MUZAFFARABAD, March 14: A two-member foreign team on Wednesday visited a difficult area near here to inspect the sites of some of the schools which Canada pledged to build in the earthquake affected areas of Azad Kashmir through its International Development Agency (CIDA), officials said.

Jim Sutherland, Assistant Director for Central Asia and Pakistan at CIDA headquarters, and David Fournier, First Secretary (Development) at the Canadian High Commission Islamabad, were joined by reconstruction-related officials from Islamabad and Muzaffarabad to Pathiali village in Union Council Hattian Dupatta, located some 45 kilometres southeast of here.

The team had to walk through the narrow mountainous tracks for almost one hour to reach an alternate site of a Boys High School Pathiali after an hour-long drive through rough road, as the original site was declared unfit by the concerned experts, for being under an active rockslide triggered by the quake.

The CIDA has pledged to build 36 primary and 5 high schools and a Girls degree college in UC Hattian Dupatta at a cost of 17 million Canadian dollars.

Tariq Mahmood Butt, a senior officer at the state Earthquake Reconstruction and Rehabilitation Agency (Erra), told Dawn that CIDA divided the entire project in 12 clusters and construction work on 4 schools falling in the first cluster had commenced.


### EXERCISE
Make a verbatim copy of the records; pictures stay out.

━━ RECORDED DATA ━━

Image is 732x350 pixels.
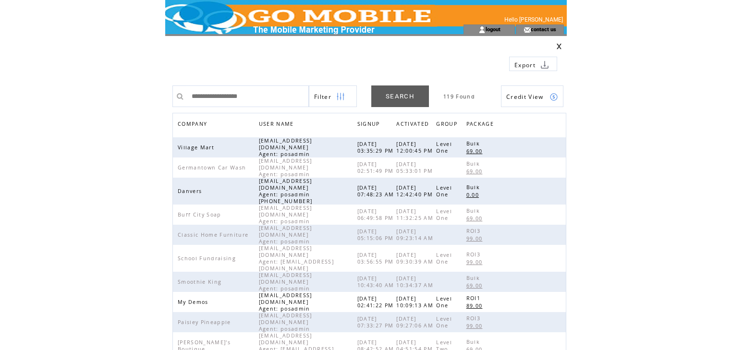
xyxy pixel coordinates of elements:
span: [DATE] 06:49:58 PM [358,208,397,222]
span: USER NAME [259,118,297,132]
span: [EMAIL_ADDRESS][DOMAIN_NAME] Agent: posadmin [259,158,313,178]
span: [EMAIL_ADDRESS][DOMAIN_NAME] Agent: posadmin [259,205,313,225]
span: Germantown Car Wash [178,164,248,171]
a: ACTIVATED [397,118,434,132]
span: [DATE] 09:27:06 AM [397,316,436,329]
span: [EMAIL_ADDRESS][DOMAIN_NAME] Agent: posadmin [259,272,313,292]
span: [DATE] 09:23:14 AM [397,228,436,242]
span: [DATE] 03:35:29 PM [358,141,397,154]
span: Level One [436,296,452,309]
a: 69.00 [467,147,488,155]
img: account_icon.gif [479,26,486,34]
span: Smoothie King [178,279,224,286]
img: contact_us_icon.gif [524,26,531,34]
a: 89.00 [467,302,488,310]
span: [DATE] 10:43:40 AM [358,275,397,289]
span: Bulk [467,161,483,167]
span: [DATE] 12:42:40 PM [397,185,435,198]
span: [DATE] 03:56:55 PM [358,252,397,265]
span: PACKAGE [467,118,497,132]
span: Danvers [178,188,204,195]
span: Export to csv file [515,61,536,69]
span: [EMAIL_ADDRESS][DOMAIN_NAME] Agent: posadmin [PHONE_NUMBER] [259,178,315,205]
span: 89.00 [467,303,485,310]
span: [EMAIL_ADDRESS][DOMAIN_NAME] Agent: [EMAIL_ADDRESS][DOMAIN_NAME] [259,245,334,272]
span: [DATE] 07:48:23 AM [358,185,397,198]
span: Bulk [467,140,483,147]
a: contact us [531,26,557,32]
span: 69.00 [467,283,485,289]
a: Credit View [501,86,564,107]
span: [DATE] 12:00:45 PM [397,141,435,154]
span: GROUP [436,118,460,132]
span: Level One [436,141,452,154]
a: 99.00 [467,235,488,243]
span: [DATE] 05:33:01 PM [397,161,435,174]
span: ROI1 [467,295,483,302]
a: Export [509,57,558,71]
span: 69.00 [467,168,485,175]
img: download.png [541,61,549,69]
span: Buff City Soap [178,211,224,218]
a: PACKAGE [467,118,499,132]
img: filters.png [336,86,345,108]
span: 99.00 [467,259,485,266]
span: Level One [436,185,452,198]
span: [DATE] 09:30:39 AM [397,252,436,265]
span: Village Mart [178,144,217,151]
a: 69.00 [467,167,488,175]
span: Classic Home Furniture [178,232,251,238]
span: COMPANY [178,118,210,132]
span: ROI3 [467,228,483,235]
span: ACTIVATED [397,118,432,132]
span: SIGNUP [358,118,383,132]
span: [DATE] 10:09:13 AM [397,296,436,309]
a: GROUP [436,118,462,132]
a: 0.00 [467,191,484,199]
span: [DATE] 02:51:49 PM [358,161,397,174]
a: SEARCH [372,86,429,107]
span: Bulk [467,275,483,282]
span: [EMAIL_ADDRESS][DOMAIN_NAME] Agent: posadmin [259,137,313,158]
span: 119 Found [444,93,475,100]
span: [EMAIL_ADDRESS][DOMAIN_NAME] Agent: posadmin [259,225,313,245]
a: 69.00 [467,282,488,290]
a: logout [486,26,501,32]
a: Filter [309,86,357,107]
span: [EMAIL_ADDRESS][DOMAIN_NAME] Agent: posadmin [259,292,313,312]
span: [DATE] 11:32:25 AM [397,208,436,222]
span: 69.00 [467,215,485,222]
span: Bulk [467,208,483,214]
span: [EMAIL_ADDRESS][DOMAIN_NAME] Agent: posadmin [259,312,313,333]
span: 99.00 [467,323,485,330]
a: COMPANY [178,121,210,126]
span: Level One [436,208,452,222]
span: ROI3 [467,251,483,258]
a: 99.00 [467,258,488,266]
span: [DATE] 10:34:37 AM [397,275,436,289]
span: [DATE] 02:41:22 PM [358,296,397,309]
a: 99.00 [467,322,488,330]
span: Level One [436,252,452,265]
a: SIGNUP [358,121,383,126]
span: Paisley Pineapple [178,319,234,326]
span: My Demos [178,299,211,306]
span: 0.00 [467,192,482,199]
span: Hello [PERSON_NAME] [505,16,563,23]
span: [DATE] 07:33:27 PM [358,316,397,329]
span: 99.00 [467,236,485,242]
a: USER NAME [259,121,297,126]
span: Show Credits View [507,93,544,101]
span: School Fundraising [178,255,238,262]
span: ROI3 [467,315,483,322]
span: Level One [436,316,452,329]
span: [DATE] 05:15:06 PM [358,228,397,242]
a: 69.00 [467,214,488,223]
img: credits.png [550,93,559,101]
span: Bulk [467,339,483,346]
span: Bulk [467,184,483,191]
span: 69.00 [467,148,485,155]
span: Show filters [314,93,332,101]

━━━

### RESPONSE TO THE TASK
Image is 732x350 pixels.
xyxy pixel coordinates of elements:
span: [DATE] 06:49:58 PM [358,208,397,222]
span: USER NAME [259,118,297,132]
span: [EMAIL_ADDRESS][DOMAIN_NAME] Agent: posadmin [259,158,313,178]
span: [EMAIL_ADDRESS][DOMAIN_NAME] Agent: posadmin [259,205,313,225]
span: Germantown Car Wash [178,164,248,171]
a: ACTIVATED [397,118,434,132]
span: [DATE] 09:27:06 AM [397,316,436,329]
span: [EMAIL_ADDRESS][DOMAIN_NAME] Agent: posadmin [259,272,313,292]
span: [DATE] 09:23:14 AM [397,228,436,242]
span: [DATE] 03:35:29 PM [358,141,397,154]
span: Level One [436,296,452,309]
a: 69.00 [467,147,488,155]
img: account_icon.gif [479,26,486,34]
span: Smoothie King [178,279,224,286]
img: contact_us_icon.gif [524,26,531,34]
a: 89.00 [467,302,488,310]
span: [DATE] 10:43:40 AM [358,275,397,289]
span: Bulk [467,161,483,167]
span: [DATE] 12:42:40 PM [397,185,435,198]
span: [DATE] 03:56:55 PM [358,252,397,265]
span: PACKAGE [467,118,497,132]
span: Danvers [178,188,204,195]
span: Export to csv file [515,61,536,69]
span: [EMAIL_ADDRESS][DOMAIN_NAME] Agent: posadmin [PHONE_NUMBER] [259,178,315,205]
span: 89.00 [467,303,485,310]
span: [EMAIL_ADDRESS][DOMAIN_NAME] Agent: [EMAIL_ADDRESS][DOMAIN_NAME] [259,245,334,272]
span: [DATE] 07:48:23 AM [358,185,397,198]
span: Bulk [467,140,483,147]
a: contact us [531,26,557,32]
span: 69.00 [467,283,485,289]
a: Credit View [501,86,564,107]
span: [DATE] 12:00:45 PM [397,141,435,154]
span: GROUP [436,118,460,132]
span: Level One [436,141,452,154]
a: 99.00 [467,235,488,243]
span: [DATE] 05:33:01 PM [397,161,435,174]
span: ROI1 [467,295,483,302]
a: Export [509,57,558,71]
span: 69.00 [467,168,485,175]
img: download.png [541,61,549,69]
span: Buff City Soap [178,211,224,218]
a: PACKAGE [467,118,499,132]
img: filters.png [336,86,345,108]
span: 99.00 [467,259,485,266]
span: Level One [436,185,452,198]
span: [DATE] 09:30:39 AM [397,252,436,265]
span: Village Mart [178,144,217,151]
a: 69.00 [467,167,488,175]
span: Classic Home Furniture [178,232,251,238]
span: COMPANY [178,118,210,132]
span: ROI3 [467,228,483,235]
span: ACTIVATED [397,118,432,132]
span: SIGNUP [358,118,383,132]
span: [DATE] 10:09:13 AM [397,296,436,309]
a: GROUP [436,118,462,132]
a: 0.00 [467,191,484,199]
span: [DATE] 02:51:49 PM [358,161,397,174]
a: SEARCH [372,86,429,107]
span: Bulk [467,275,483,282]
span: [EMAIL_ADDRESS][DOMAIN_NAME] Agent: posadmin [259,137,313,158]
span: 119 Found [444,93,475,100]
span: [EMAIL_ADDRESS][DOMAIN_NAME] Agent: posadmin [259,225,313,245]
a: 69.00 [467,282,488,290]
a: logout [486,26,501,32]
a: Filter [309,86,357,107]
span: [EMAIL_ADDRESS][DOMAIN_NAME] Agent: posadmin [259,292,313,312]
span: [DATE] 11:32:25 AM [397,208,436,222]
span: 69.00 [467,215,485,222]
span: Bulk [467,208,483,214]
span: [EMAIL_ADDRESS][DOMAIN_NAME] Agent: posadmin [259,312,313,333]
span: 99.00 [467,323,485,330]
a: COMPANY [178,121,210,126]
span: Level One [436,208,452,222]
span: ROI3 [467,251,483,258]
a: 99.00 [467,258,488,266]
span: [DATE] 10:34:37 AM [397,275,436,289]
span: [DATE] 02:41:22 PM [358,296,397,309]
a: 99.00 [467,322,488,330]
span: Level One [436,252,452,265]
a: SIGNUP [358,121,383,126]
span: Paisley Pineapple [178,319,234,326]
span: My Demos [178,299,211,306]
span: 0.00 [467,192,482,199]
span: Hello [PERSON_NAME] [505,16,563,23]
span: [DATE] 07:33:27 PM [358,316,397,329]
span: 99.00 [467,236,485,242]
a: USER NAME [259,121,297,126]
span: Show Credits View [507,93,544,101]
span: School Fundraising [178,255,238,262]
span: ROI3 [467,315,483,322]
span: Level One [436,316,452,329]
span: [DATE] 05:15:06 PM [358,228,397,242]
a: 69.00 [467,214,488,223]
img: credits.png [550,93,559,101]
span: Bulk [467,339,483,346]
span: Bulk [467,184,483,191]
span: 69.00 [467,148,485,155]
span: Show filters [314,93,332,101]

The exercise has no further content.